NASA's Orion spacecraft

Senate compromise may be setting up NASA for another failure
Orlando Sentinel

But even as members of the Senate Appropriations Committee congratulated one another, top NASA officials and space analysts warned that the government rocket created by the compromise eventually could end up in NASA’s scrap heap alongside other abandoned replacements for the space shuttle.

The plan orders NASA to build a heavy-lift rocket and capsule capable of reaching the International Space Station by 2016. But it budgets less money for the new spacecraft — about $11 billion during three years, with $3 billion next year — than what the troubled Constellation program would have received.

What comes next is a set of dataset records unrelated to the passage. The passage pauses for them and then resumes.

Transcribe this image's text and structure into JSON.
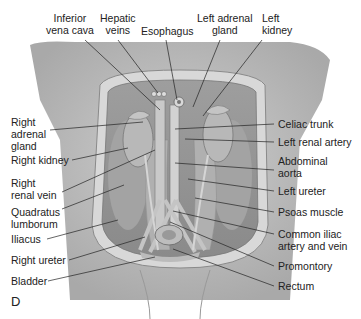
{
  "figure": {
    "panel_letter": "D",
    "labels": {
      "inferior_vena_cava": [
        "Inferior",
        "vena cava"
      ],
      "hepatic_veins": [
        "Hepatic",
        "veins"
      ],
      "esophagus": [
        "Esophagus"
      ],
      "left_adrenal_gland": [
        "Left adrenal",
        "gland"
      ],
      "left_kidney": [
        "Left",
        "kidney"
      ],
      "right_adrenal_gland": [
        "Right",
        "adrenal",
        "gland"
      ],
      "right_kidney": [
        "Right kidney"
      ],
      "right_renal_vein": [
        "Right",
        "renal vein"
      ],
      "quadratus_lumborum": [
        "Quadratus",
        "lumborum"
      ],
      "iliacus": [
        "Iliacus"
      ],
      "right_ureter": [
        "Right ureter"
      ],
      "bladder": [
        "Bladder"
      ],
      "celiac_trunk": [
        "Celiac trunk"
      ],
      "left_renal_artery": [
        "Left renal artery"
      ],
      "abdominal_aorta": [
        "Abdominal",
        "aorta"
      ],
      "left_ureter": [
        "Left ureter"
      ],
      "psoas_muscle": [
        "Psoas muscle"
      ],
      "common_iliac": [
        "Common iliac",
        "artery and vein"
      ],
      "promontory": [
        "Promontory"
      ],
      "rectum": [
        "Rectum"
      ]
    }
  }
}
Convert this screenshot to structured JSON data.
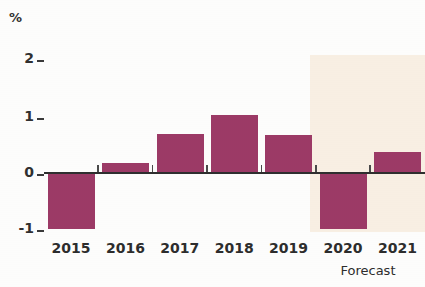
{
  "chart_data": {
    "type": "bar",
    "title": "",
    "subtitle": "",
    "xlabel": "",
    "ylabel": "%",
    "unit_label": "%",
    "categories": [
      "2015",
      "2016",
      "2017",
      "2018",
      "2019",
      "2020",
      "2021"
    ],
    "values": [
      -1.0,
      0.15,
      0.67,
      1.0,
      0.65,
      -1.0,
      0.35
    ],
    "series": [
      {
        "name": "",
        "values": [
          -1.0,
          0.15,
          0.67,
          1.0,
          0.65,
          -1.0,
          0.35
        ]
      }
    ],
    "ylim": [
      -1.2,
      2.2
    ],
    "yticks": [
      2,
      1,
      0,
      -1
    ],
    "ytick_labels": [
      "2",
      "1",
      "0",
      "-1"
    ],
    "grid": false,
    "legend": null,
    "bar_color": "#9c3a66",
    "zero_line_color": "#2f2f2f",
    "annotations": [
      {
        "name": "forecast-band",
        "label": "Forecast",
        "covers_categories": [
          "2020",
          "2021"
        ],
        "shading_color": "#f8efe3"
      }
    ]
  },
  "axis": {
    "unit": "%",
    "y_tick_2": "2",
    "y_tick_1": "1",
    "y_tick_0": "0",
    "y_tick_neg1": "-1"
  },
  "xaxis": {
    "labels": [
      "2015",
      "2016",
      "2017",
      "2018",
      "2019",
      "2020",
      "2021"
    ]
  },
  "forecast": {
    "caption": "Forecast"
  }
}
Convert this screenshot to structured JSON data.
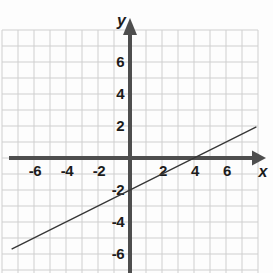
{
  "chart_data": {
    "type": "line",
    "title": "",
    "xlabel": "x",
    "ylabel": "y",
    "xlim": [
      -8,
      8
    ],
    "ylim": [
      -7.2,
      8
    ],
    "grid": true,
    "x_tick_values": [
      -6,
      -4,
      -2,
      2,
      4,
      6
    ],
    "x_tick_labels": [
      "-6",
      "-4",
      "-2",
      "2",
      "4",
      "6"
    ],
    "y_tick_values": [
      6,
      4,
      2,
      -2,
      -4,
      -6
    ],
    "y_tick_labels": [
      "6",
      "4",
      "2",
      "-2",
      "-4",
      "-6"
    ],
    "series": [
      {
        "name": "graphed-line",
        "equation": "y = (1/2)x - 2",
        "slope": 0.5,
        "y_intercept": -2,
        "x_intercept": 4,
        "points": [
          {
            "x": -7.4,
            "y": -5.7
          },
          {
            "x": 7.9,
            "y": 1.95
          }
        ]
      }
    ],
    "colors": {
      "background": "#fdfdfd",
      "grid": "#cfcfcf",
      "axis": "#4e4e4e",
      "tick_label": "#1c1c1c",
      "line": "#383838"
    },
    "legend": {
      "visible": false
    }
  }
}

That — plus the short deadline — has set off alarms.

Days before the compromise was announced, NASA Administrator Charlie Bolden and Deputy Administrator Lori Garver told its two champions — U.S. Sens. Bill Nelson, D-Fla., and Kay Bailey Hutchison, R-Texas — that NASA could not finish the proposed new rocket before 2020, according to three sources present at the meetings.

When asked about the conversation, Nelson spokesman Dan McLaughlin said the NASA officials were responding to lower dollar figures than what Congress ultimately approved. NASA spokesman Michael Cabbage said it “would not be appropriate to discuss private conversations between NASA and members of Congress.”